Violent Crimes are up across the prairies but non-violent offending is on the decline, including in Saskatoon. That from Police Chief Troy Cooper who commented on a recent report from Statistics Canada that provided comparisons of crime from 2019 to 2018.
While Saskatoon continues to see violent crimes on the rise, Police Chief Troy Cooper says the city’s crime severity index is fairly stable. Cooper says the 2019 severity index, which was received in the Stats Canada report, provides a rating of how crime is affecting a community with more serious crimes providing more weight. Cooper says Saskatoon’s rating has remained stable for the past few years despite an increase of violent offending in 2019. He suggests even with violent crimes up, a decrease in non-violent crimes has kept the crime severity index balanced compared to 2018. Cooper adds the severity index when compared to other centres across Canada was the lowest that it had been since crime has been measured that way.
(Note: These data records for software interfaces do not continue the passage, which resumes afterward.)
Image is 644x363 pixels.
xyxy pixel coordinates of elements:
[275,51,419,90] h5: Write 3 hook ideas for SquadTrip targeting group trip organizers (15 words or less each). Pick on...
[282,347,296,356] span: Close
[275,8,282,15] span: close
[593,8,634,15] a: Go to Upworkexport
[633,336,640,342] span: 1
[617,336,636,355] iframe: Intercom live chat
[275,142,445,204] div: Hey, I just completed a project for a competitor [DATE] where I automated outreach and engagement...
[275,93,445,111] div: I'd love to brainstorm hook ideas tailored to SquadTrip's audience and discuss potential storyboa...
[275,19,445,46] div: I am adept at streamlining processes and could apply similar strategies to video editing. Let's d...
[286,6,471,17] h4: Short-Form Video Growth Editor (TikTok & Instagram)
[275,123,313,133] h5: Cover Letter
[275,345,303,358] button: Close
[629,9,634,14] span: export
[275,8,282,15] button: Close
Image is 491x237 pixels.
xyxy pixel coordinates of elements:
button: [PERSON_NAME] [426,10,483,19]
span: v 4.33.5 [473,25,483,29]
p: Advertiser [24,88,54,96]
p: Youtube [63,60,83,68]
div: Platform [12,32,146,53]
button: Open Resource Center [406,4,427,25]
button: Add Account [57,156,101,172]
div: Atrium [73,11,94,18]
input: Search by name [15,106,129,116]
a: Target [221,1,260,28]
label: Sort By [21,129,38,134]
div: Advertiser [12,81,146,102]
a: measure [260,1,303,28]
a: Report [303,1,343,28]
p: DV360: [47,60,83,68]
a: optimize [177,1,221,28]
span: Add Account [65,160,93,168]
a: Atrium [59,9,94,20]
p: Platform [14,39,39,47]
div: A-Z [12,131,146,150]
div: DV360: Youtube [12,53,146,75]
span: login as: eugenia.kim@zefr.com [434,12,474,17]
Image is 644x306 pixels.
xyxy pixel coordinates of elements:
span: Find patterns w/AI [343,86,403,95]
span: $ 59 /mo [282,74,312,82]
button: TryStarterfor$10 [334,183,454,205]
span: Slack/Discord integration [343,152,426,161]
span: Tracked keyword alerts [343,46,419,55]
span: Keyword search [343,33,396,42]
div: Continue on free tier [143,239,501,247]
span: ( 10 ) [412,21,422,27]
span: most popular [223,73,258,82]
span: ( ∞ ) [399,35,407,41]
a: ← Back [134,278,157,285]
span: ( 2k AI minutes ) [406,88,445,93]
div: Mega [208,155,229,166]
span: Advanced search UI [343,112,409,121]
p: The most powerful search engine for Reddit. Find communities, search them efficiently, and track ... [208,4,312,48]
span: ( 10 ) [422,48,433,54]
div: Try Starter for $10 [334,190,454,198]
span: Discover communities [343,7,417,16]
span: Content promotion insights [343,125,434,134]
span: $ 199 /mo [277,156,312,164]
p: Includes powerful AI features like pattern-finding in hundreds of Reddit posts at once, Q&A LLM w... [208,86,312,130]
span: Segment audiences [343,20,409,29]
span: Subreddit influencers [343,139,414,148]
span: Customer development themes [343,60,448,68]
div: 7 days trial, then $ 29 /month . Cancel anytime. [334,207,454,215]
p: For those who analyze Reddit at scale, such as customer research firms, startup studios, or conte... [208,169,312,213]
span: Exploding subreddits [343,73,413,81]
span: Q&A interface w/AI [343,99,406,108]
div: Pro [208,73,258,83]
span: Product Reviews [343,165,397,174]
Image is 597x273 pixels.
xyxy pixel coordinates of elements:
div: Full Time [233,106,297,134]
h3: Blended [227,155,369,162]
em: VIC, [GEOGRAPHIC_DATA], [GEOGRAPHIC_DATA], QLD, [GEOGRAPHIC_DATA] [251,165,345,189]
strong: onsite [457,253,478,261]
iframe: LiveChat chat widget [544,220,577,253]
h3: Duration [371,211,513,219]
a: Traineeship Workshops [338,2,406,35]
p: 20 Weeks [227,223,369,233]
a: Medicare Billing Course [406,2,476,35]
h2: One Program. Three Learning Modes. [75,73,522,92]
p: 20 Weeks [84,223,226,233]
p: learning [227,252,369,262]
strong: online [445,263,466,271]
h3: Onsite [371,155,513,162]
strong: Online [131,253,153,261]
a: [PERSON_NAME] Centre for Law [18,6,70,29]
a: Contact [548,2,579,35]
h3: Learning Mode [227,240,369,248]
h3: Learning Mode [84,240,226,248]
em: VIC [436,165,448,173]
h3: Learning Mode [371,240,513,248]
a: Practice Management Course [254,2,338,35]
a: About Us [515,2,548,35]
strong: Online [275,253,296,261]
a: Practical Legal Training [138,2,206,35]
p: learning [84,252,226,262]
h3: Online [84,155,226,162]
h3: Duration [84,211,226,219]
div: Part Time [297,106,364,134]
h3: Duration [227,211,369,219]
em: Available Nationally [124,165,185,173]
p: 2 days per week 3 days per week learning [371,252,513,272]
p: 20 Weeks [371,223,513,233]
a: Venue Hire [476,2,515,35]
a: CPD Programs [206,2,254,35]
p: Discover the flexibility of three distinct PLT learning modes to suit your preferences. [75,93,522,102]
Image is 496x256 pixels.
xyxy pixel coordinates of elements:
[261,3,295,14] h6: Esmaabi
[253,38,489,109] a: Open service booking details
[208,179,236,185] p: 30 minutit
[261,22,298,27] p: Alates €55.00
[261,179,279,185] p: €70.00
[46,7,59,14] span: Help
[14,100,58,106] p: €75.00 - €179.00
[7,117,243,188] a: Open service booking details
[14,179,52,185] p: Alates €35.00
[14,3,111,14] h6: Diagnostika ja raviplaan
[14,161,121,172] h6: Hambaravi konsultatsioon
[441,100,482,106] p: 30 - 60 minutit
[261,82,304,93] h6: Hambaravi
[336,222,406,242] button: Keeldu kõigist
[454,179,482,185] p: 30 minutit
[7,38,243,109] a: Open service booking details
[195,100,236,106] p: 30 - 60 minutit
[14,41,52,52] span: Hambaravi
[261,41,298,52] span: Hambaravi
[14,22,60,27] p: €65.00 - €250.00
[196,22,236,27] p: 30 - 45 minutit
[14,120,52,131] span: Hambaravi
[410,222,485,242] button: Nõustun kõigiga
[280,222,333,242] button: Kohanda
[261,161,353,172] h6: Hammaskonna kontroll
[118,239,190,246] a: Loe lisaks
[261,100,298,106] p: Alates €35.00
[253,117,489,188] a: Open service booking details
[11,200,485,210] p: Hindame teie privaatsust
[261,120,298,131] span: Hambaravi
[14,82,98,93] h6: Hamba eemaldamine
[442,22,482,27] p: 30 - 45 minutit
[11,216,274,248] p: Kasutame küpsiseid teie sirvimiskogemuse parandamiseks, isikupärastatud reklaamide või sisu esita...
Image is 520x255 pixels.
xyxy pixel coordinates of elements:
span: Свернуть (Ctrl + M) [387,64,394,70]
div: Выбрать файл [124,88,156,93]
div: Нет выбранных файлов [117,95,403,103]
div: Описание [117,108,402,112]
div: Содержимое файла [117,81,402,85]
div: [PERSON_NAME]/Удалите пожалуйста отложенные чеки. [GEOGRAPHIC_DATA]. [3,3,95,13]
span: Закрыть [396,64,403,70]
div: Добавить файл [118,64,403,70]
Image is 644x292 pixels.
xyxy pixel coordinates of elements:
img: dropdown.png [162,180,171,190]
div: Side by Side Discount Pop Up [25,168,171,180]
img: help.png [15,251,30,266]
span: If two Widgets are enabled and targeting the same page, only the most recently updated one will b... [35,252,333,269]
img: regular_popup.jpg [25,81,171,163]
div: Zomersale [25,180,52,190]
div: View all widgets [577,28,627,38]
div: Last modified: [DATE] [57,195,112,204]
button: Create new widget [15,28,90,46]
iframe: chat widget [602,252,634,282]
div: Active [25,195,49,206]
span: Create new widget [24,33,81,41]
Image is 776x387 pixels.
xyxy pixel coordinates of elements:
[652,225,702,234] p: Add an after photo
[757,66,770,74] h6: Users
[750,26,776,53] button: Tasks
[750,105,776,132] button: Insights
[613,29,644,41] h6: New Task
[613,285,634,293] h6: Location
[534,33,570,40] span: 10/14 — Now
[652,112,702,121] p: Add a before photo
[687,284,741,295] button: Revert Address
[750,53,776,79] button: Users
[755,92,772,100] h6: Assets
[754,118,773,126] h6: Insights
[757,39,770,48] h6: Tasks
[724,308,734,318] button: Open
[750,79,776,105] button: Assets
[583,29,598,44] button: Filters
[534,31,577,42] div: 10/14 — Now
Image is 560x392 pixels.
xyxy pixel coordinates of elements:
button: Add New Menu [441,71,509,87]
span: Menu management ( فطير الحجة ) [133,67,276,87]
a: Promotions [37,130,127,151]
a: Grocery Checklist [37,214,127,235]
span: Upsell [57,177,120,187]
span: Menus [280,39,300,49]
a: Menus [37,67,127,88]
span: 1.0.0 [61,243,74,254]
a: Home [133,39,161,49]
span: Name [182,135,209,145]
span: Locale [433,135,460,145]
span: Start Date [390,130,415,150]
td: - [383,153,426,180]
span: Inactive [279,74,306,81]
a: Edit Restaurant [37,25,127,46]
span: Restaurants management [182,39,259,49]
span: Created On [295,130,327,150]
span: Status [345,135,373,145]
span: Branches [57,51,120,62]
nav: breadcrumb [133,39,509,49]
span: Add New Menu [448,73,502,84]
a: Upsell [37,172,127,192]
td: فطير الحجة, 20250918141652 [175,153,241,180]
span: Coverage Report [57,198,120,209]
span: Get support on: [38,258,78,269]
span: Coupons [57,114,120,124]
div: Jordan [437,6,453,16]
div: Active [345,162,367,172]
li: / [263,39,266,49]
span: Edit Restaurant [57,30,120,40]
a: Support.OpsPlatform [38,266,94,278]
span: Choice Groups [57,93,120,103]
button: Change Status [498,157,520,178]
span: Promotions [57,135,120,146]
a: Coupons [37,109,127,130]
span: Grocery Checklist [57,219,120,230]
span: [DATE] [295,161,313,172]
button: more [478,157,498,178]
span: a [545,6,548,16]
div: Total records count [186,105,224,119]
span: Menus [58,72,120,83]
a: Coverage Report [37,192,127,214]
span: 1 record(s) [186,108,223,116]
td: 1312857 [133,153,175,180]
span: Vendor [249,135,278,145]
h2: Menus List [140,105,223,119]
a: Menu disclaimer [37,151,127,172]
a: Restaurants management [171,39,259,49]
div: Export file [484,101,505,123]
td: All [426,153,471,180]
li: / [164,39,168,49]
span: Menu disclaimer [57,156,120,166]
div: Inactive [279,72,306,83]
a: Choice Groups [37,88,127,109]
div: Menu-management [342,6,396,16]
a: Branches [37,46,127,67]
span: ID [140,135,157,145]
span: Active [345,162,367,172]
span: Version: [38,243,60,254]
Looking to stats from 2020 so far, Cooper says the role of gang association in violent offending didn’t have a common trend in 2019 but it has so far this year. He explains that year to date in 2020 two-thirds of homicides in the city have some sort of gang association or affiliation. Not necessarily gang motivated Copper adds, but the victims or suspects are associated with gangs in some way. Cooper adds that gang members are more likely to use guns and that has caused an increase of firearm use in Saskatoon. Cooper says the role that crystal meth plays in these crimes, is one of an economic foundation for gang violence but he says it also contributes to some of the non-violent property crime that the city sees.